Infill, rather than demolition, was pretty typical of how “missing middle housing” was originally built in its early 20th-century, pre-zoning heyday. It’s also how middle housing development generally pencils in the present day: “the best way to make an infill project work is to avoid demolition.”
Even though houses in locations like Upper NW DC are expensive, houses’ yard space is some of the lowest-valued land in cities. Moving a house on its lot is a way to buy just the yard while leaving the use value of the house intact.
I had hoped to take a similar approach with my Redgrove project by building new houses just within the backyard and calling the entire site a “cottage court.” Alas, I couldn’t get zoning permission to call it a cottage court. Raleigh allows “flag lots” (a site that wraps around an existing house) but only for one or two units, not 10. The only legal way to get more than a few units (indeed, up to 41 units!) was with only townhouses or multifamily on site, and so the original house will be demolished soon. Inflexible planning rules (minimum lot sizes, frontage requirements) don’t allow this sort of mix-and-match development.
(Edit 2025. Glad to see my strategy and experience validated in a Portland city report about middle housing: “cottage clusters… can sometimes preserve existing structures that are well positioned on the original lot to allow building on the remainder of the site… a challenge [arises] because preservation necessarily means the builder has less site area, flexibility, and fewer new structures… These realities mean sites where preservation is an option (or financial necessity) aren’t as workable as they could be.”)
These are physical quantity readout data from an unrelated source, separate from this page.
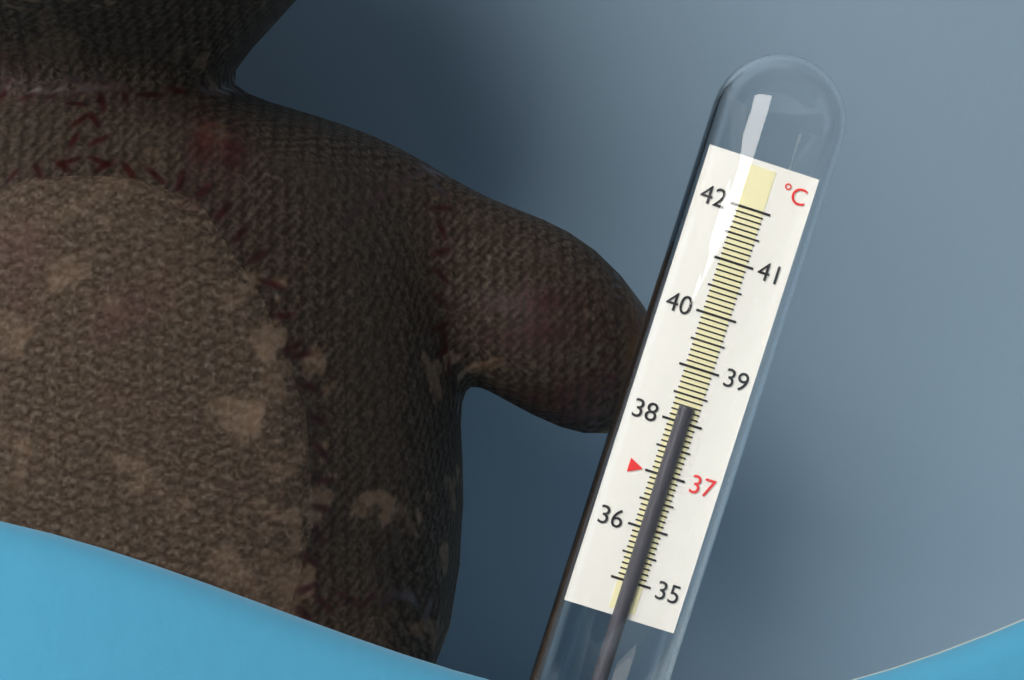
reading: 38.3 °C
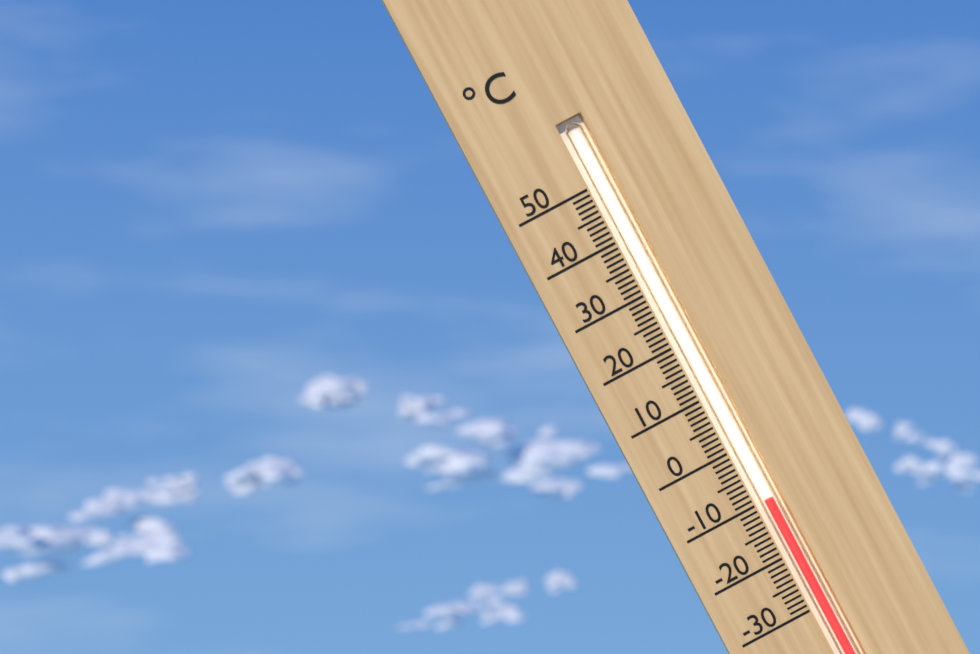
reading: -10 °C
A century-old example is the Coolidge Corner section of Brookline, Massachusetts, where my grandparents once bought a triple-decker and where John F. Kennedy grew up. The NPS website for the JFK house includes this Sanborn insurance map slider, which shows how Coolidge Corner’s building stock changed between 1907 and 1919 — including both the Kennedy’s house and my grandfather’s triple-decker.
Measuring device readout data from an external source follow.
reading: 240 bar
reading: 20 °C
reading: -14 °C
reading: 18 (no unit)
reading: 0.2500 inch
The maps shows that flats (shown on the fire insurance maps in red, as they were built out of fireproof brick) were usually built on vacant, but already subdivided, house lots. Sometimes, a wooden house (shown in yellow) would be moved on its lot to make room for flats–e.g., the two circled houses at the corner of Harvard and Green Streets were rotated away from Harvard St. to make room for shops on the same lot. A ~1919 photo shows Jack and Joe Kennedy Jr. standing amidst a half-built suburban subdivision. Few houses were demolished entirely to build just flats — though some were for larger buildings, like the mixed-use complex in the obtuse corner.



People like Rose Kennedy, who moved into a new-ish wooden house in Coolidge Corner in 1914, did not approve. In 1973, just after my family arrived, she called the area “built up now… congested and drab” (pg. 33). Keep in mind that Joseph Kennedy Sr. moved there as a bank president. Single lots and detached houses in Coolidge Corner in the 1910s were already a luxury, perhaps because restrictive covenants required a minimum house value.
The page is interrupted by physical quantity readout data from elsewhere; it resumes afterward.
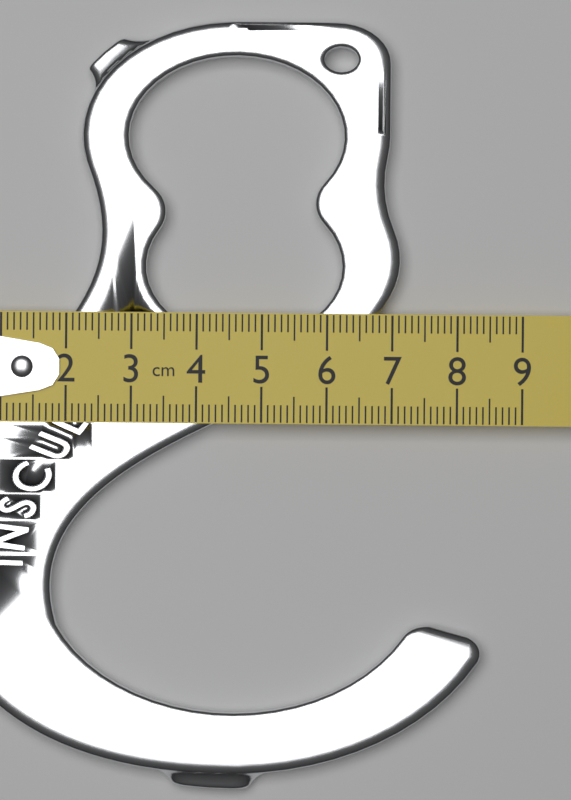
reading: 8.4 cm
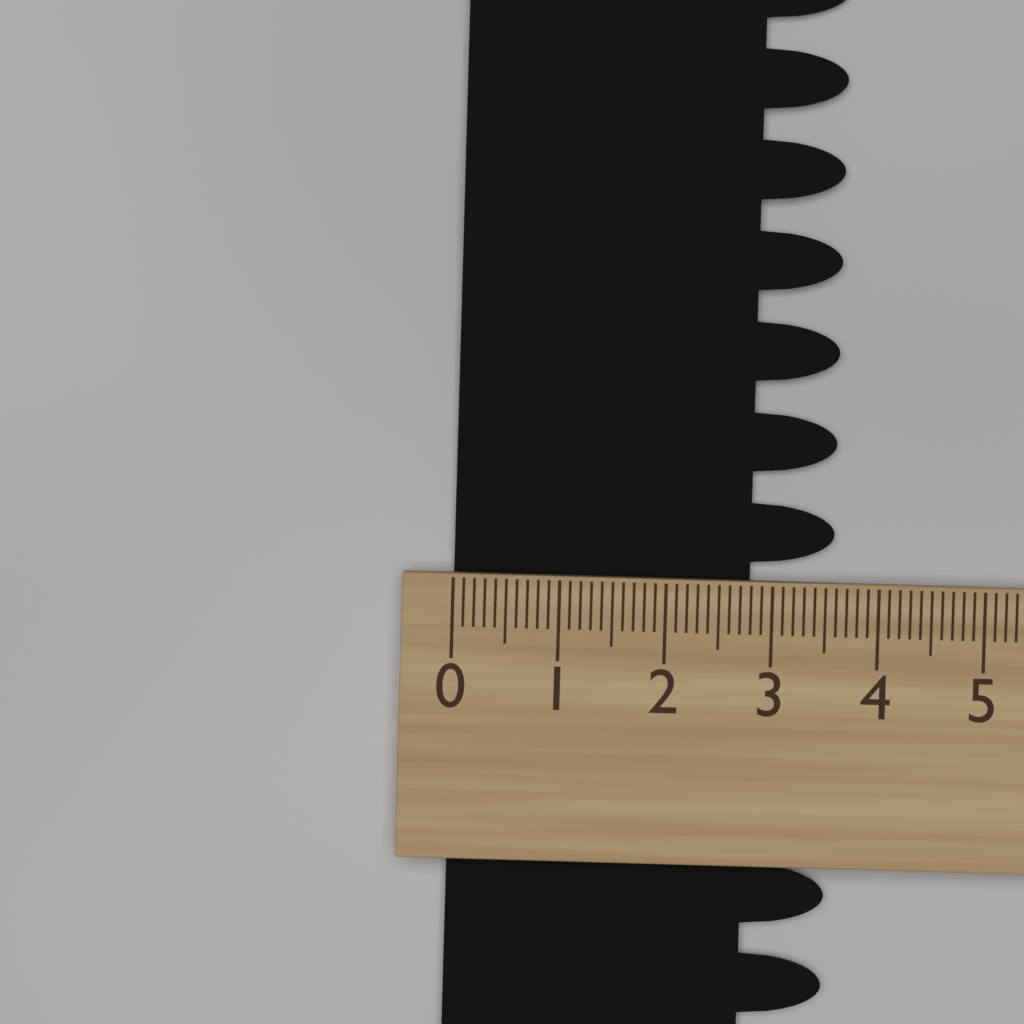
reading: 3.6 (no unit)
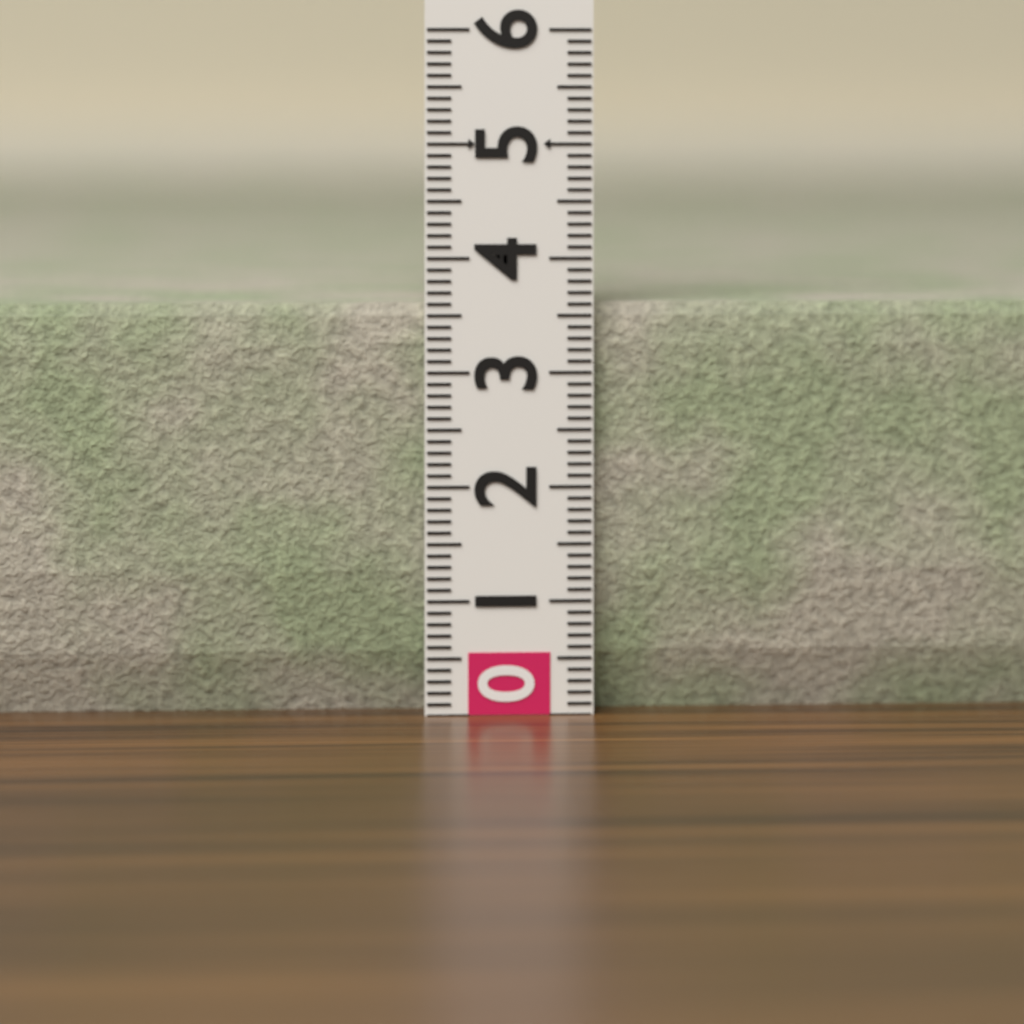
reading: 3.6 (no unit)
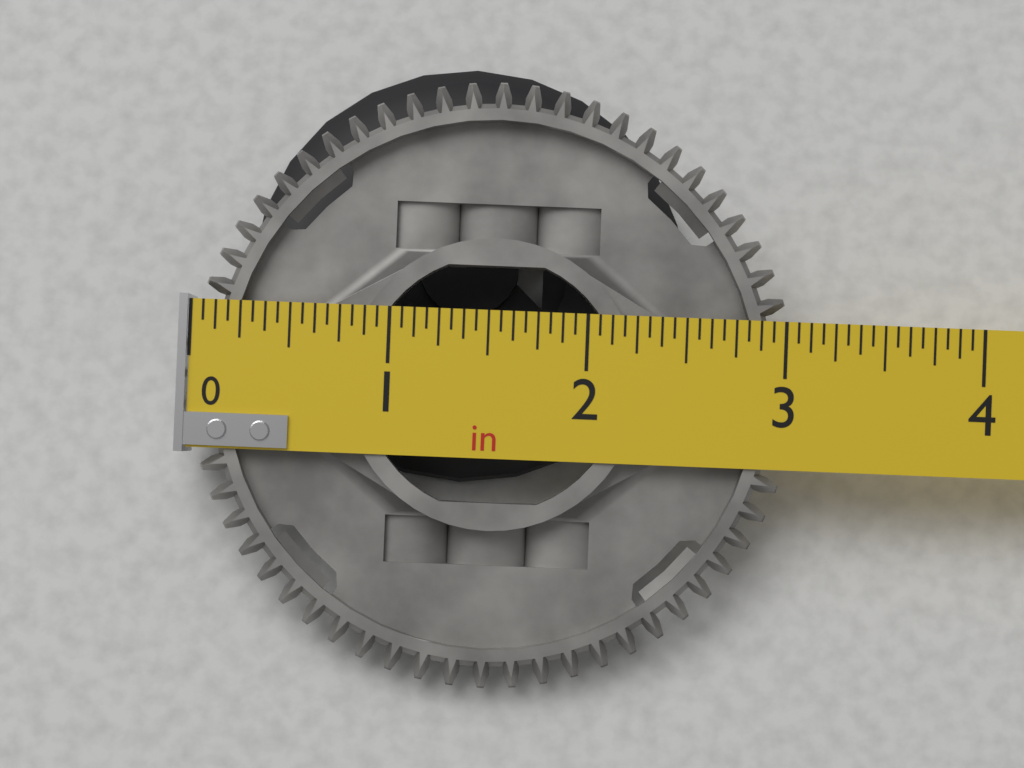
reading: 3.0625 in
Despite those covenants, this pre-zoning suburb was demographically mixed—because nuclear-family SFH-owners like the Kennedys were the exception, while extended families & renters were the norm. The 1920 Census found the Kennedys’ block was 68% renters and had 47 unrelated boarders! Roomers and live-in servants were surprisingly common in many urban and suburban neighborhoods into the early 20th century, until early zoning advocates forced them out. In that sense, my grandfather bringing his multigenerational family (and renters) to the area wasn’t anything new, even in a rich suburb like Brookline. Also, every neighborhood has always been changing forever and always will, the end.